Showing posts with label Chewton Mendip. Show all posts
Showing posts with label Chewton Mendip. Show all posts

Monday, January 25, 2016

Chewton Mendip, Somerset


Somerset stunner

For my money the west tower of the parish church of Chewton Mendip is one of the most beautiful in this county of stunning church towers.* The tracery of the bell openings and the blind windows below them is well proportioned; the pairs of corner buttresses frame the tower superbly and turn into pinnacles with elegance; the crowning openwork parapet and corner pinnacles top the structure off well without being exaggeratedly large. There are plenty of small details (shallow niches on the upper parts of the buttresses and on the pinnacles, crockets, the tiny upright shafts that run up parallel to the upper pinnacles) that set the design off and that come over as finishing touches rather than over-elaboration. I’d say that this was pretty much as good as it got in 1540, the approximate date when this tower was finished.

Pevsner reminds us that this showpiece in Doulting limestone is one of the tallest of the Somerset towers, as 126 feet (38.5 metres). The antiquarian Leland called it a “goodly new high tourrid steeple” when he saw it just after it was completed. No matter that, by then, Gothic structures like this were starting to look a bit old fashioned: the masons of Somerset had been building stunning church towers along these lines for the whole of the 15th century and for a few decades of the 16th they continued.† The one at Chewton Mendip dwarfs the church (yes, there’s a church there, attached to the lower part of it, but invisible because of the rich vegetation in the churchyard) but that is no doubt what the priest and parishioners there wanted. Perhaps they said that they liked elements in nearby towers¶ and wanted something similar but better, and that this kind of tower fulfilled exactly their aesthetic preference, their desire to honour God through the building, and the skill and flair of the builders at their disposal. It must have taken their breath away when the scaffolding finally came down. It probably still does today.

* I’ve posted about two other Somerset favourites: Huish Episcopi and Isle Abbots.
† Wikipedia has a list of Somerset towers here.
¶ Some compare Chewton to Batcombe, but when you actually look at the two towers they’re not that similar.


● ACTION ITEM:
Copy the data below exactly, but not the pictures it contains.

RECORDS TO PROCESS START

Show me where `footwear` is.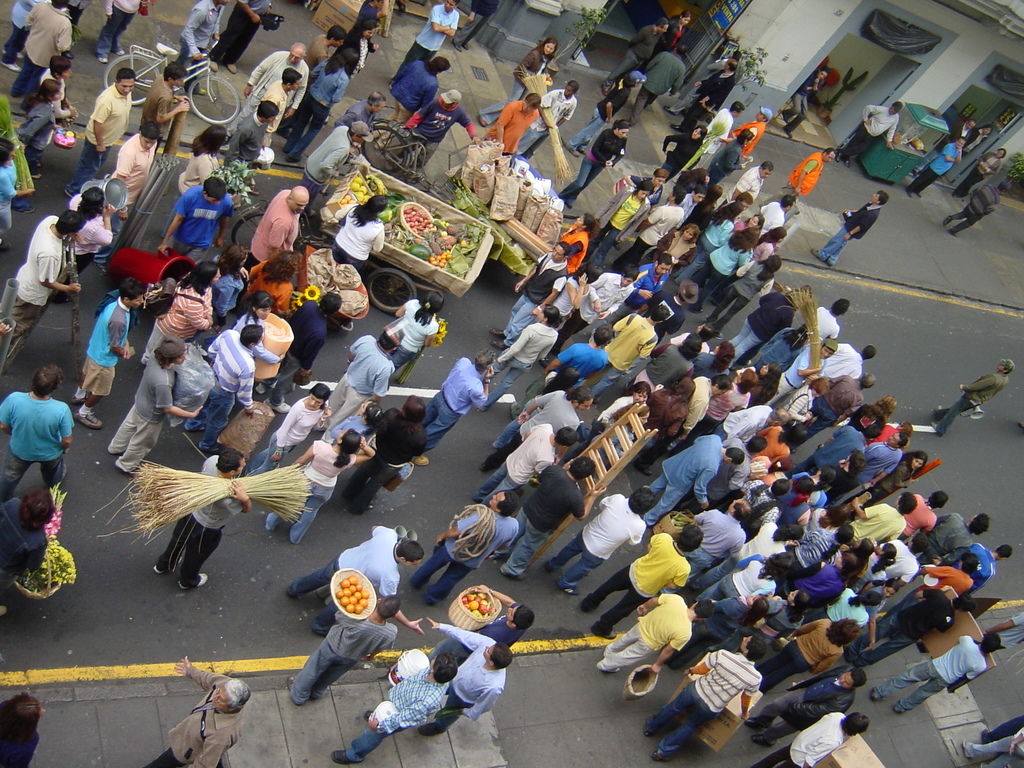
`footwear` is at 286,157,302,163.
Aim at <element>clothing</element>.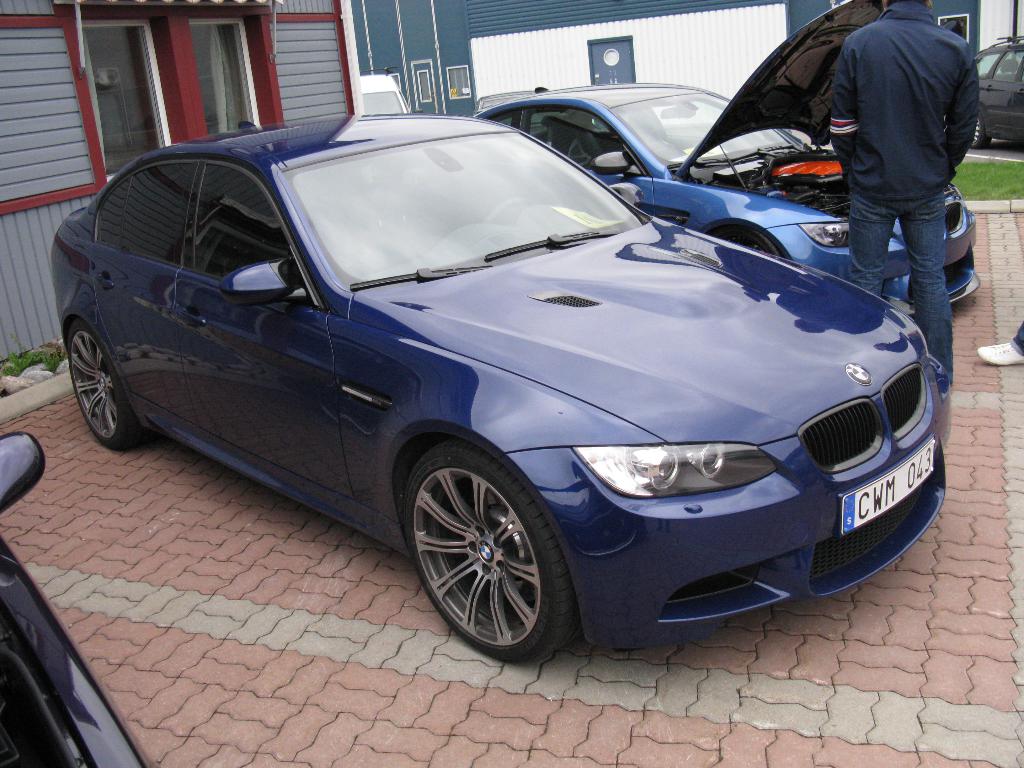
Aimed at rect(1011, 321, 1023, 356).
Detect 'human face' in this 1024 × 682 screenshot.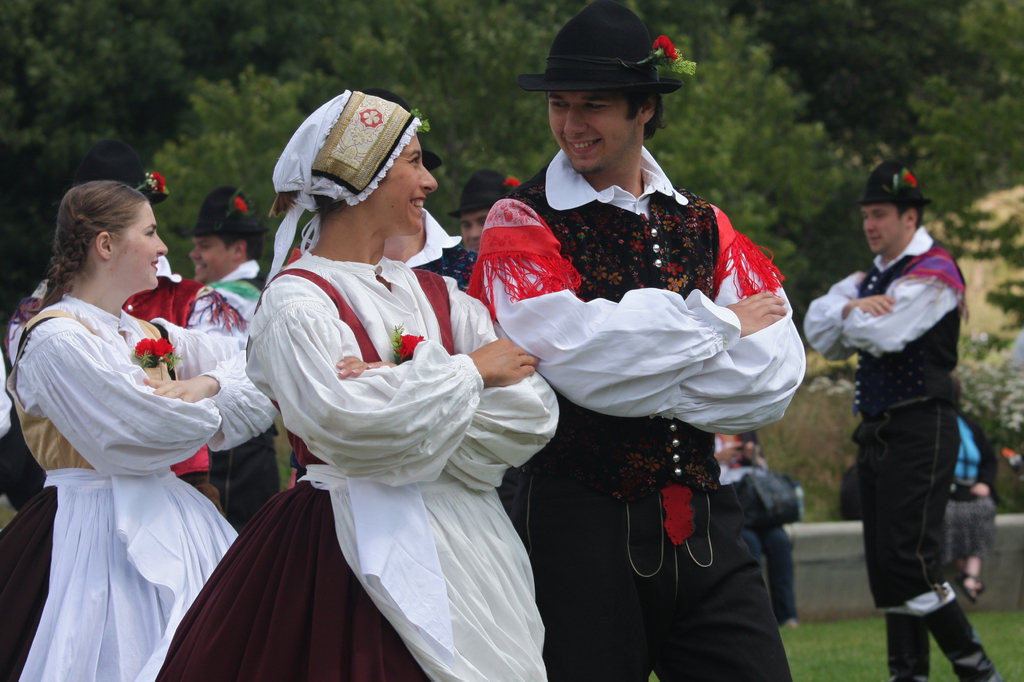
Detection: rect(860, 204, 905, 254).
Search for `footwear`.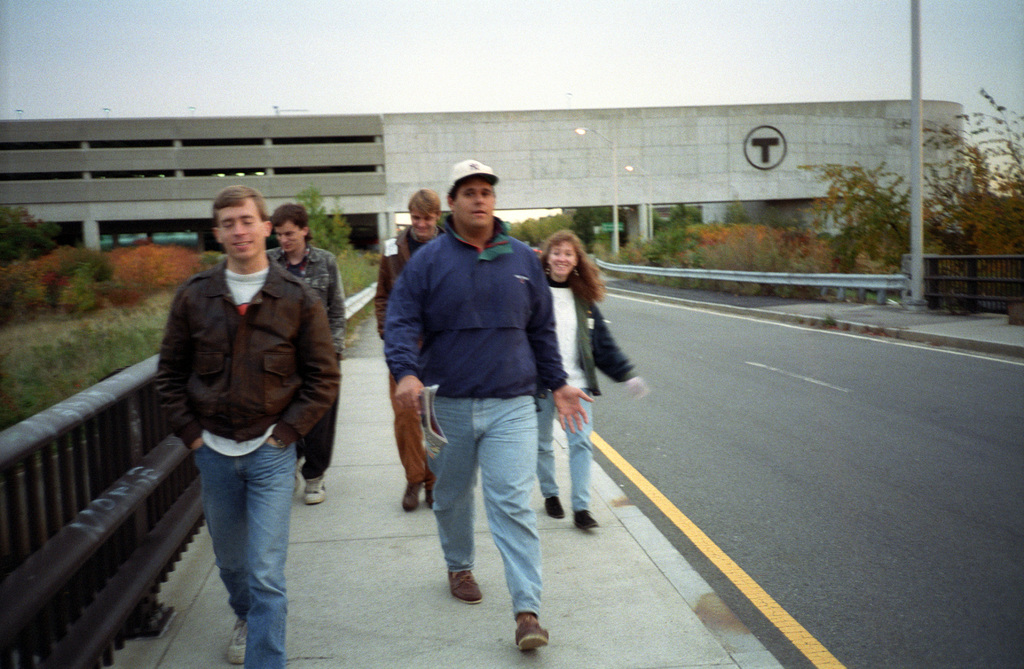
Found at bbox=(223, 618, 250, 668).
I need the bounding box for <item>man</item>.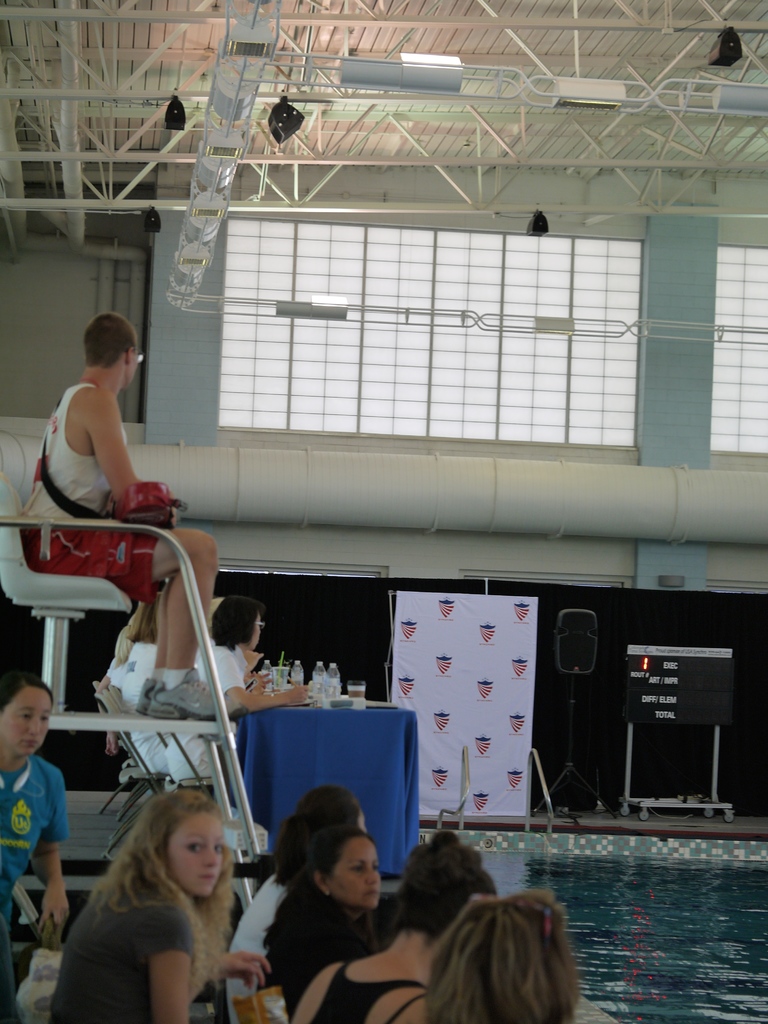
Here it is: l=17, t=316, r=220, b=718.
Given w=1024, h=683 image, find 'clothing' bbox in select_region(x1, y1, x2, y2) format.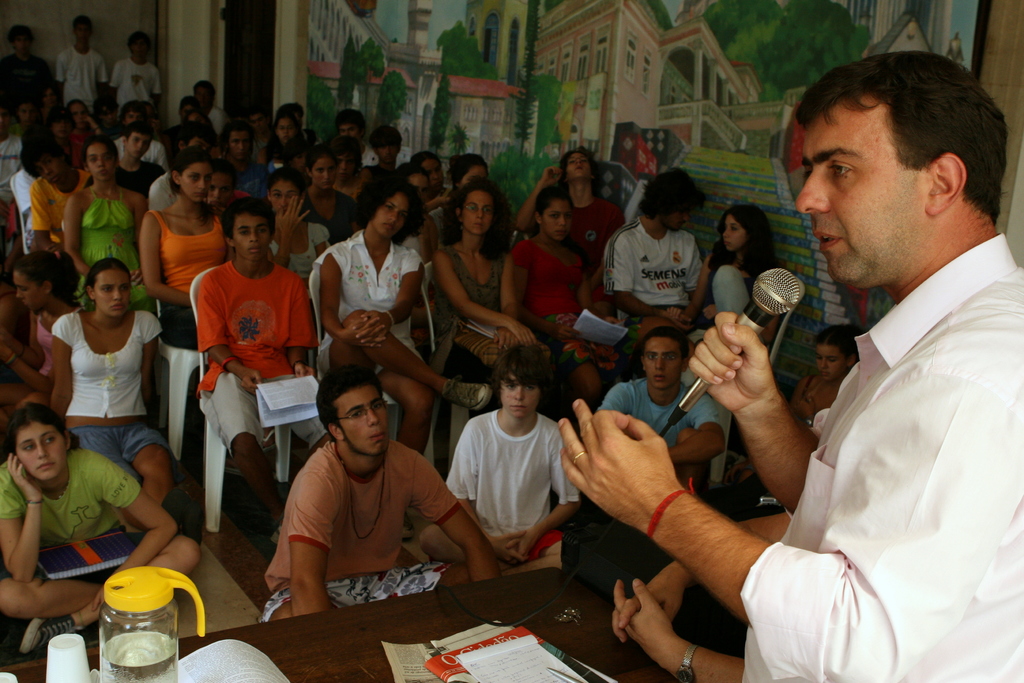
select_region(513, 235, 616, 375).
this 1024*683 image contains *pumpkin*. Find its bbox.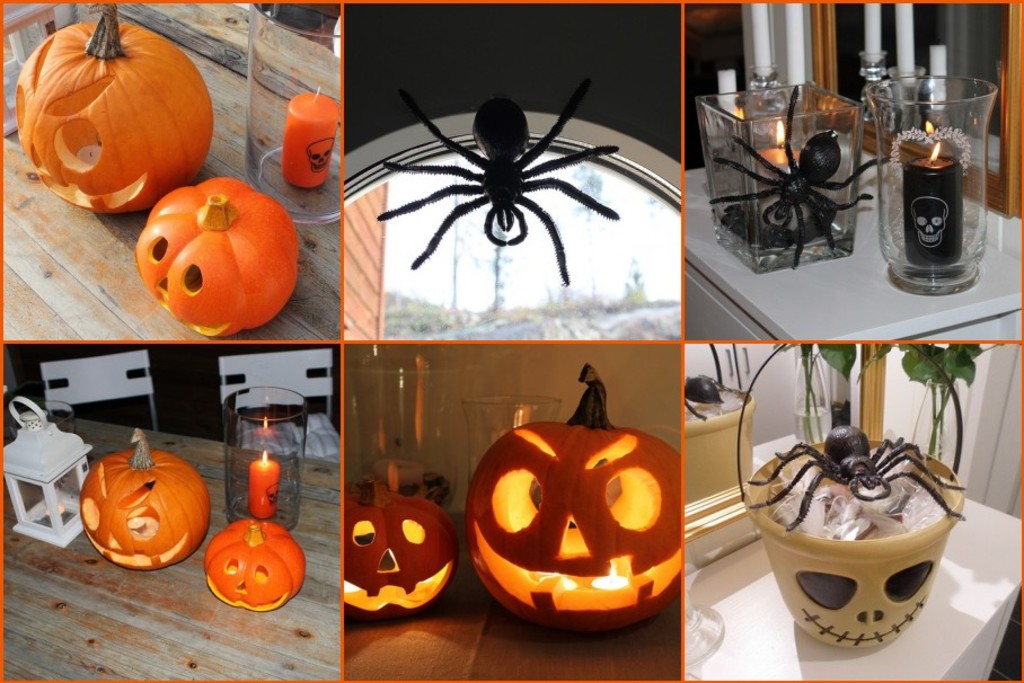
14:0:212:216.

RECORDS TO PROCESS END

● EXPECTED ANSWER:
Show me where `footwear` is.
`footwear` is at 286,157,302,163.
Aim at <element>clothing</element>.
Aimed at rect(1011, 321, 1023, 356).
Detect 'human face' in this 1024 × 682 screenshot.
Detection: rect(860, 204, 905, 254).
Search for `footwear`.
Found at bbox=(223, 618, 250, 668).
I need the bounding box for <item>man</item>.
Here it is: l=17, t=316, r=220, b=718.
Given w=1024, h=683 image, find 'clothing' bbox in select_region(x1, y1, x2, y2) format.
select_region(513, 235, 616, 375).
this 1024*683 image contains *pumpkin*. Find its bbox.
14:0:212:216.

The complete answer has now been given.